Required work:
With the pictures omitted, please transcribe exactly the lines beginning at the one that contains "Describe the element at coordinates (154, 1028)" and ending with the last line of the records below.

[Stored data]

************

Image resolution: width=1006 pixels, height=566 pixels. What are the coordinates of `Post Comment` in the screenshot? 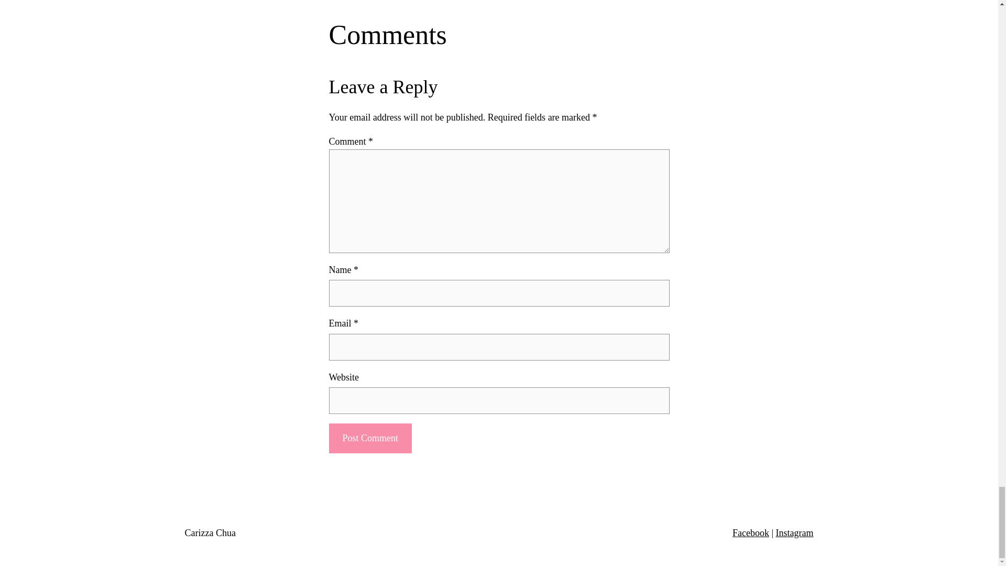 It's located at (370, 438).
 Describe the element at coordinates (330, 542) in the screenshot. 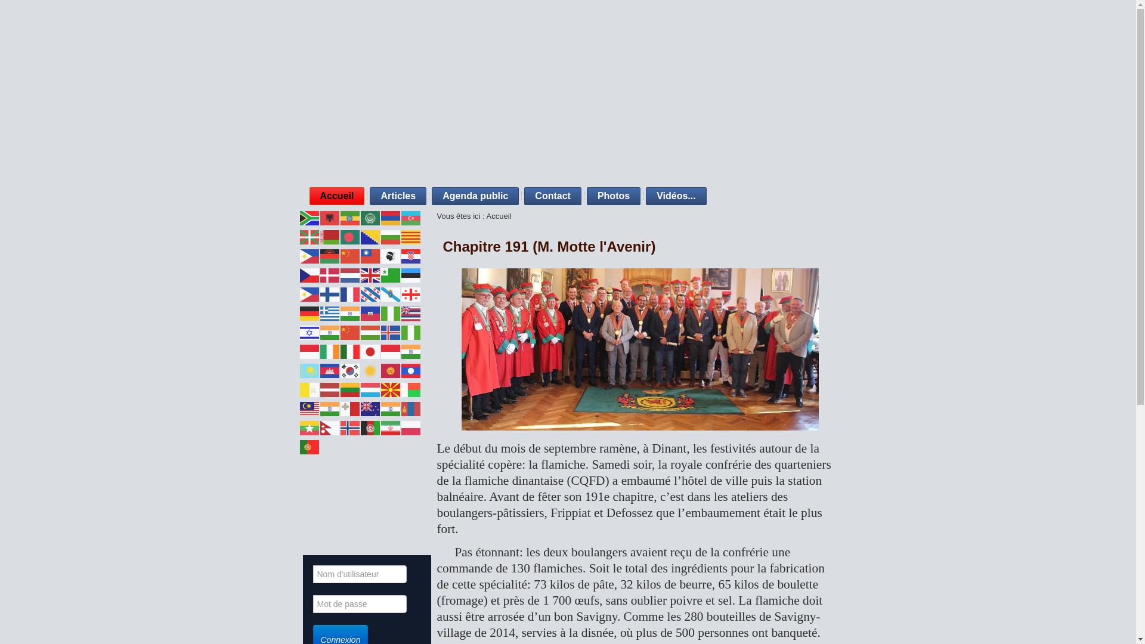

I see `Zulu` at that location.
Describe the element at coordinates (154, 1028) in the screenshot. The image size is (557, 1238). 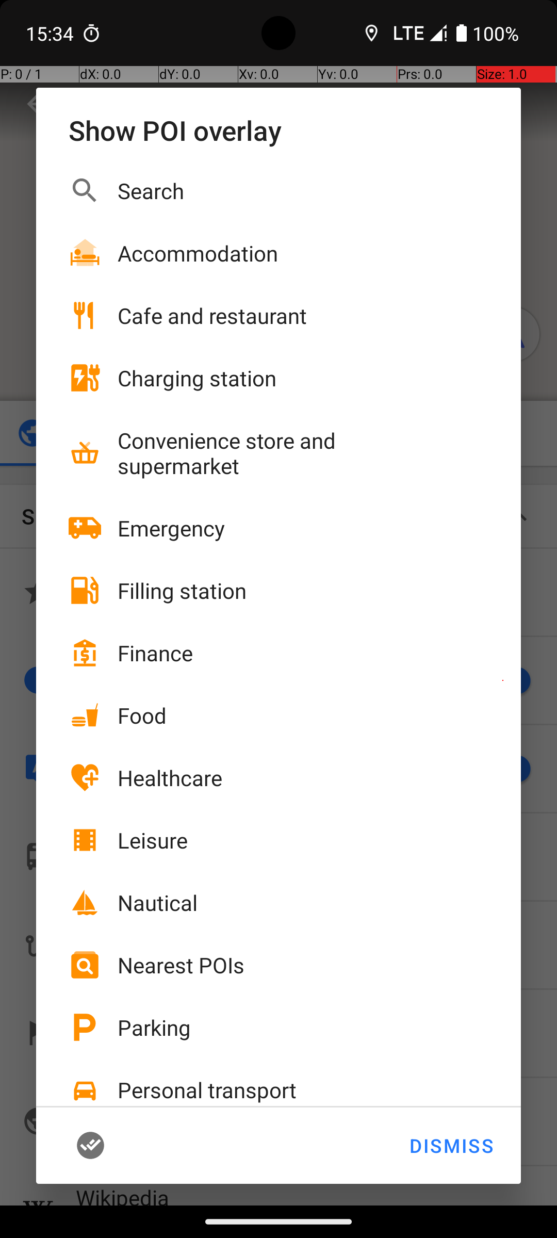
I see `Parking` at that location.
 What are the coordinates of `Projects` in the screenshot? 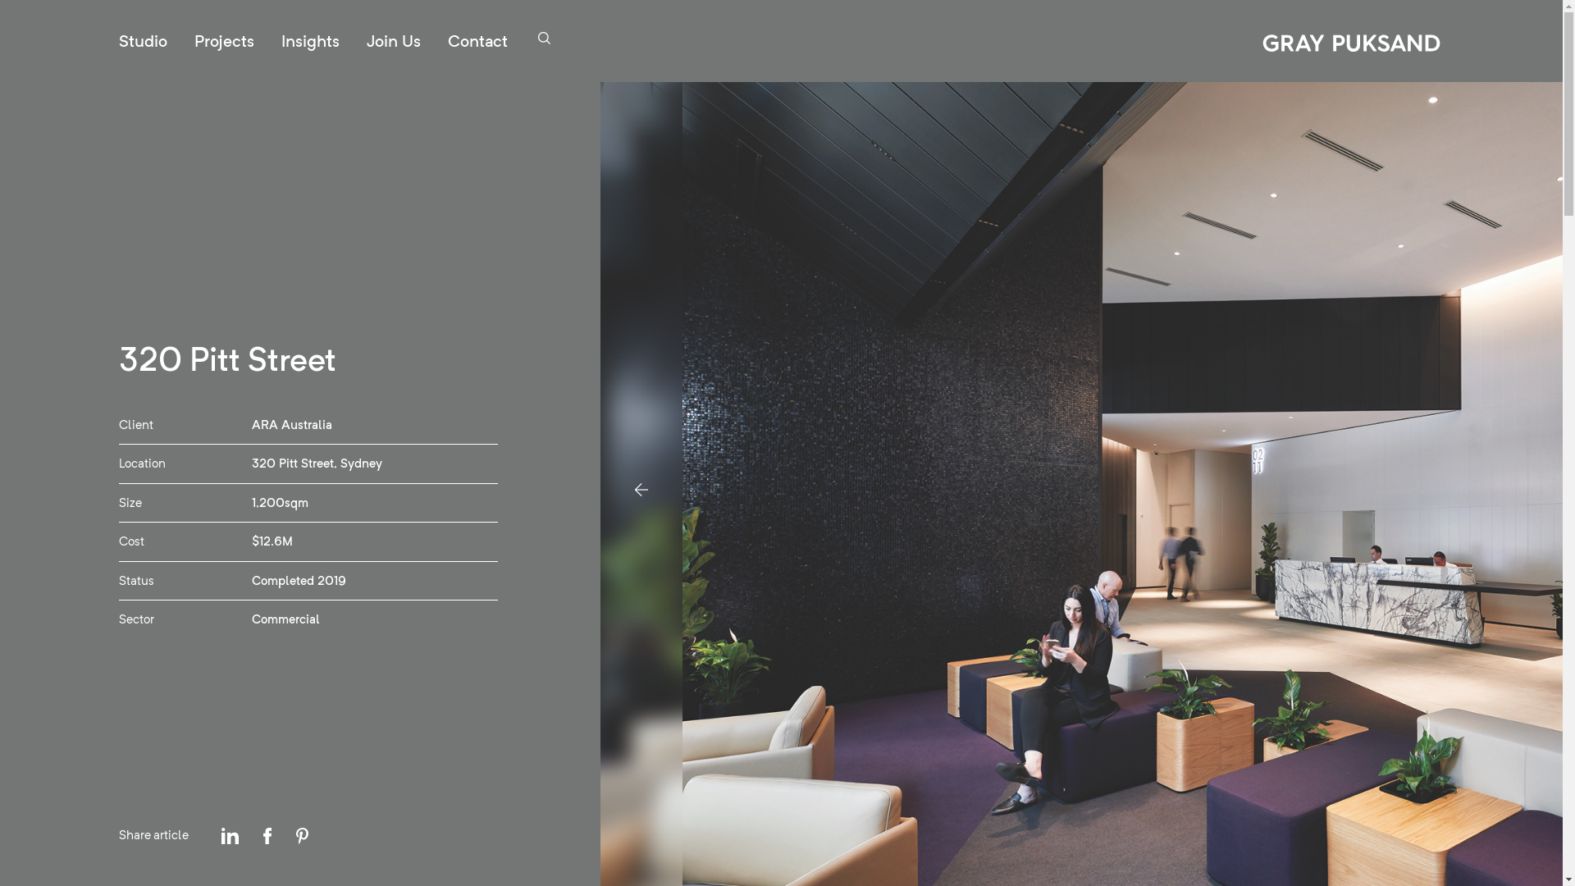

************

Exercise answer:
Describe the element at coordinates (154, 1028) in the screenshot. The image size is (557, 1238). 
I see `Parking` at that location.
 What are the coordinates of `Projects` in the screenshot? 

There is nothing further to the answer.